Suppose use R to take a sample of size $n = 100$ from a population known to be $\mathsf{Norm}(mu = 100, \sigma = 15).$ Then I use the K-S test to see if the data match their parent distribution. Then the K-S test does not reject the null hypothesis that the data are distributed as $\mathsf{Norm}(mu = 100, \sigma = 15).$

set.seed(527)
x = rnorm(100, 100, 15)
ks.test(x, "pnorm", 100, 15)

        One-sample Kolmogorov-Smirnov test

data:  x
D = 0.10263, p-value = 0.2428
alternative hypothesis: two-sided

Now suppose I generate a random sample of size 200 from $\mathsf{Exp}(\lambda = 0.01),$ which has mean 100 and standard deviation 100. Then I do a K-S test to see if the data are consistent with a normal distribution with $\mu = \sigma = 100.$

set.seed(2020)
y = rexp(200, 0.01)
ks.test(y, "pnorm", 100, 100)

        One-sample Kolmogorov-Smirnov test

data:  y
D = 0.15885, p-value = 8.266e-05
alternative hypothesis: two-sided

The null hypothesis that the data are from $\mathsf{Norm}(100,100)$ is rejected with a tiny P-value.
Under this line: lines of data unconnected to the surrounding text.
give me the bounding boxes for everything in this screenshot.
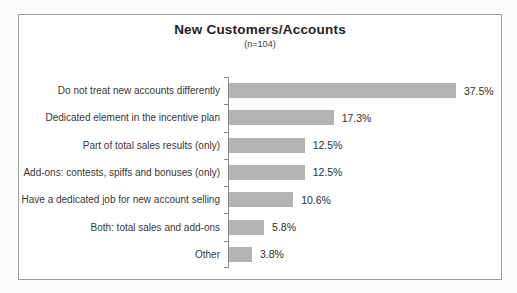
category-label: Dedicated element in the incentive plan (19, 112, 228, 123)
bar-row: Dedicated element in the incentive plan1… (19, 104, 491, 131)
category-label: Other (19, 249, 228, 260)
bar (229, 165, 305, 180)
value-label: 17.3% (342, 112, 372, 124)
bar (229, 138, 305, 153)
chart-frame: New Customers/Accounts (n=104) Do not tr… (18, 14, 502, 280)
value-label: 37.5% (464, 85, 494, 97)
bar-row: Both: total sales and add-ons5.8% (19, 213, 491, 240)
bar-row: Do not treat new accounts differently37.… (19, 77, 491, 104)
axis-tick (224, 159, 228, 160)
bar-cell: 3.8% (228, 241, 491, 268)
category-label: Do not treat new accounts differently (19, 85, 228, 96)
bar-row: Other3.8% (19, 241, 491, 268)
bar-cell: 17.3% (228, 104, 491, 131)
axis-tick (224, 132, 228, 133)
title-block: New Customers/Accounts (n=104) (19, 15, 501, 50)
bar-cell: 10.6% (228, 186, 491, 213)
bar-row: Add-ons: contests, spiffs and bonuses (o… (19, 159, 491, 186)
value-label: 5.8% (272, 221, 296, 233)
bar (229, 247, 252, 262)
axis-tick (224, 104, 228, 105)
bar-row: Have a dedicated job for new account sel… (19, 186, 491, 213)
bar (229, 110, 334, 125)
chart-subtitle: (n=104) (19, 39, 501, 50)
bar (229, 220, 264, 235)
bar (229, 83, 456, 98)
category-label: Have a dedicated job for new account sel… (19, 194, 228, 205)
bar-row: Part of total sales results (only)12.5% (19, 132, 491, 159)
axis-tick (224, 213, 228, 214)
axis-tick (224, 186, 228, 187)
bar-cell: 37.5% (228, 77, 491, 104)
value-label: 10.6% (301, 194, 331, 206)
category-label: Part of total sales results (only) (19, 140, 228, 151)
bar-cell: 5.8% (228, 213, 491, 240)
axis-tick (224, 267, 228, 268)
axis-tick (224, 77, 228, 78)
chart-title: New Customers/Accounts (19, 22, 501, 38)
value-label: 12.5% (313, 166, 343, 178)
bar-cell: 12.5% (228, 159, 491, 186)
axis-tick (224, 241, 228, 242)
category-label: Both: total sales and add-ons (19, 222, 228, 233)
value-label: 12.5% (313, 139, 343, 151)
bar (229, 192, 293, 207)
value-label: 3.8% (260, 248, 284, 260)
plot-area: Do not treat new accounts differently37.… (19, 77, 491, 268)
bar-cell: 12.5% (228, 132, 491, 159)
category-label: Add-ons: contests, spiffs and bonuses (o… (19, 167, 228, 178)
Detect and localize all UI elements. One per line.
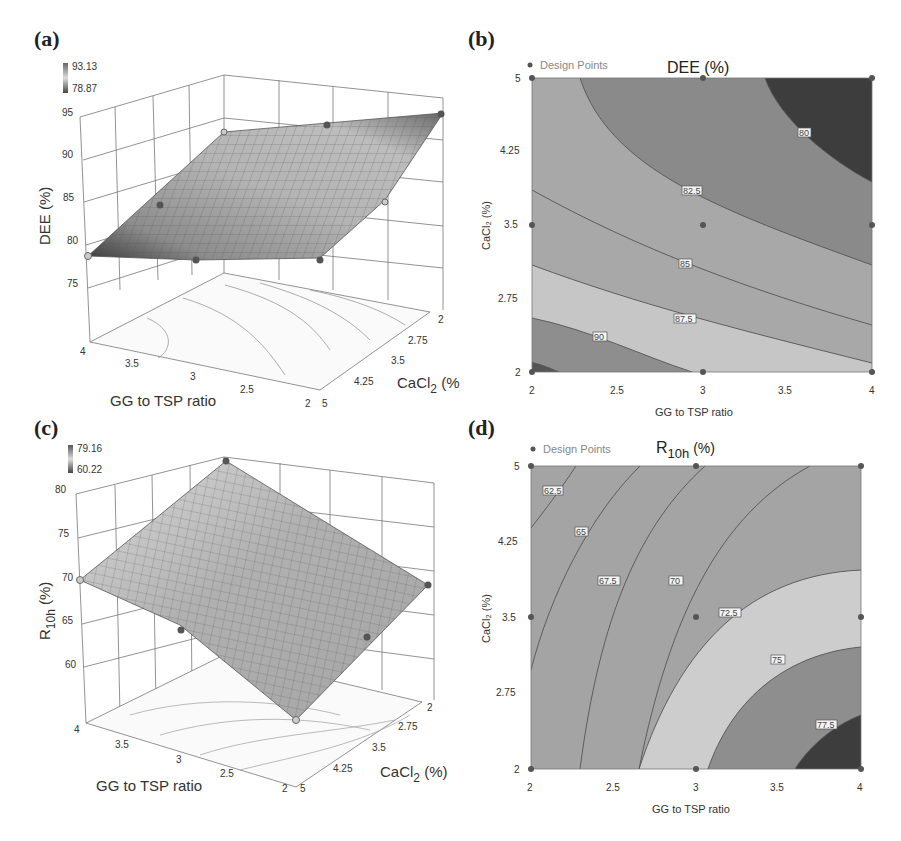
z-ticks-c: 8075 706560 <box>55 484 77 670</box>
colorbar-a-min: 78.87 <box>72 83 97 94</box>
svg-text:70: 70 <box>670 576 680 586</box>
svg-text:2.75: 2.75 <box>408 335 428 346</box>
colorbar-a-max: 93.13 <box>72 61 97 72</box>
svg-text:3: 3 <box>176 754 182 765</box>
svg-text:65: 65 <box>62 615 74 626</box>
svg-text:4: 4 <box>869 385 875 396</box>
svg-text:2: 2 <box>427 702 433 713</box>
svg-text:85: 85 <box>680 259 690 269</box>
x-axis-title-d: GG to TSP ratio <box>652 803 730 815</box>
panel-d: (d) Design Points R10h (%) 62.5 65 67.5 <box>460 415 901 841</box>
svg-text:75: 75 <box>67 278 79 289</box>
svg-text:3: 3 <box>700 385 706 396</box>
svg-text:3.5: 3.5 <box>372 742 386 753</box>
svg-text:2: 2 <box>282 783 288 794</box>
svg-text:87.5: 87.5 <box>675 314 693 324</box>
svg-text:95: 95 <box>62 107 74 118</box>
svg-text:2.75: 2.75 <box>496 687 516 698</box>
panel-b-letter: (b) <box>468 26 495 52</box>
svg-text:80: 80 <box>55 484 67 495</box>
plot-title-b: DEE (%) <box>667 59 729 76</box>
svg-text:75: 75 <box>772 655 782 665</box>
z-axis-title-a: DEE (%) <box>36 187 53 245</box>
surface-plot-c: 79.16 60.22 <box>0 415 460 841</box>
svg-text:2.75: 2.75 <box>398 721 418 732</box>
svg-text:85: 85 <box>63 192 75 203</box>
svg-text:5: 5 <box>514 461 520 472</box>
y-ticks-b: 54.25 3.52.752 <box>498 73 521 378</box>
y-axis-title-b: CaCl₂ (%) <box>480 201 492 250</box>
legend-marker-b <box>528 63 533 68</box>
y-axis-title-c: CaCl2 (%) <box>380 763 448 785</box>
svg-text:2.5: 2.5 <box>606 782 620 793</box>
contour-plot-d: Design Points R10h (%) 62.5 65 67.5 70 7… <box>460 415 901 841</box>
svg-text:3.5: 3.5 <box>115 739 129 750</box>
svg-text:90: 90 <box>62 149 74 160</box>
svg-text:5: 5 <box>300 783 306 794</box>
svg-text:82.5: 82.5 <box>683 186 701 196</box>
svg-text:3: 3 <box>693 782 699 793</box>
legend-label-d: Design Points <box>543 443 611 455</box>
svg-text:80: 80 <box>67 235 79 246</box>
svg-text:2: 2 <box>305 398 311 409</box>
svg-text:2: 2 <box>514 764 520 775</box>
panel-a: (a) 93.13 78.87 <box>0 0 460 420</box>
y-axis-title-d: CaCl₂ (%) <box>480 594 492 643</box>
svg-text:4.25: 4.25 <box>498 536 518 547</box>
svg-text:75: 75 <box>58 528 70 539</box>
svg-text:72.5: 72.5 <box>720 608 738 618</box>
svg-text:70: 70 <box>62 572 74 583</box>
x-axis-title-c: GG to TSP ratio <box>96 777 202 794</box>
panel-a-letter: (a) <box>34 26 60 52</box>
svg-text:2: 2 <box>438 314 444 325</box>
colorbar-a <box>63 63 68 93</box>
contour-plot-b: Design Points DEE (%) 80 82.5 85 87.5 90 <box>460 0 901 420</box>
svg-text:77.5: 77.5 <box>817 720 835 730</box>
legend-label-b: Design Points <box>540 59 608 71</box>
svg-text:4.25: 4.25 <box>333 763 353 774</box>
colorbar-c-max: 79.16 <box>77 443 102 454</box>
surface-plot-a: 93.13 78.87 <box>0 0 460 420</box>
plot-title-d: R10h (%) <box>656 439 715 461</box>
y-axis-title-a: CaCl2 (%) <box>397 374 460 396</box>
svg-text:2.75: 2.75 <box>498 293 518 304</box>
svg-text:2.5: 2.5 <box>220 768 234 779</box>
svg-text:4: 4 <box>74 724 80 735</box>
z-ticks-a: 9590 858075 <box>62 107 79 289</box>
svg-text:4.25: 4.25 <box>354 376 374 387</box>
svg-text:4: 4 <box>80 346 86 357</box>
svg-text:5: 5 <box>515 73 521 84</box>
z-axis-title-c: R10h (%) <box>36 582 58 640</box>
svg-text:2.5: 2.5 <box>240 384 254 395</box>
svg-text:4: 4 <box>857 782 863 793</box>
svg-text:2: 2 <box>529 385 535 396</box>
panel-b: (b) Design Points DEE (%) 80 82.5 85 87.… <box>460 0 901 420</box>
svg-text:65: 65 <box>576 527 586 537</box>
svg-text:2: 2 <box>515 367 521 378</box>
y-ticks-d: 54.25 3.52.752 <box>496 461 520 775</box>
colorbar-c-min: 60.22 <box>77 464 102 475</box>
svg-text:5: 5 <box>322 398 328 409</box>
svg-text:67.5: 67.5 <box>599 576 617 586</box>
svg-text:3.5: 3.5 <box>778 385 792 396</box>
panel-c-letter: (c) <box>34 415 58 441</box>
x-ticks-d: 22.5 33.54 <box>527 782 863 793</box>
svg-text:3.5: 3.5 <box>504 219 518 230</box>
svg-text:80: 80 <box>799 128 809 138</box>
svg-text:2: 2 <box>527 782 533 793</box>
svg-text:3.5: 3.5 <box>502 612 516 623</box>
panel-d-letter: (d) <box>468 415 495 441</box>
colorbar-c <box>68 445 73 473</box>
svg-text:2.5: 2.5 <box>610 385 624 396</box>
svg-text:3.5: 3.5 <box>391 355 405 366</box>
x-axis-title-a: GG to TSP ratio <box>110 392 216 409</box>
x-ticks-b: 22.5 33.54 <box>529 385 875 396</box>
legend-marker-d <box>531 447 536 452</box>
svg-text:3.5: 3.5 <box>125 358 139 369</box>
svg-text:3.5: 3.5 <box>770 782 784 793</box>
svg-text:90: 90 <box>594 332 604 342</box>
svg-text:3: 3 <box>190 371 196 382</box>
svg-text:60: 60 <box>65 659 77 670</box>
svg-text:62.5: 62.5 <box>544 486 562 496</box>
svg-text:4.25: 4.25 <box>500 145 520 156</box>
The mean and variance are correct, but the K-S test detects that the shape of the distribution is wrong. However, a K-S test that the data are from $\mathsf{Exp}(0.01)$ is not rejected:

ks.test(y, "pexp", .01)$p.val
[1] 0.3032855

The K-S test works by comparing the empirical CDF (ECDF) of the sample with the CDF of the hypothetical distribution. An ECDF of continuous data is a step-function that increases by $1/n$ at each (sorted) observation.

In the plot below, the heavy dots show the ECDF of the sample. The heavy blue curve is the CDF of $\mathsf{Exp}(0.01),$ which matches the ECDF pretty well. But the CDF of $\mathsf{Norm}(100,100)$ (broken red curve) is a poor match.

plot(ecdf(y))
  curve(pexp(x,.01), add=T, col="blue", lwd=2)
  curve(pnorm(x,100,100), add=T, col="red", lwd=2)

enter image description here

The $D$-statistic of the K-S test is the largest vertical distance between the sample ECDF and the hypothetical CDF.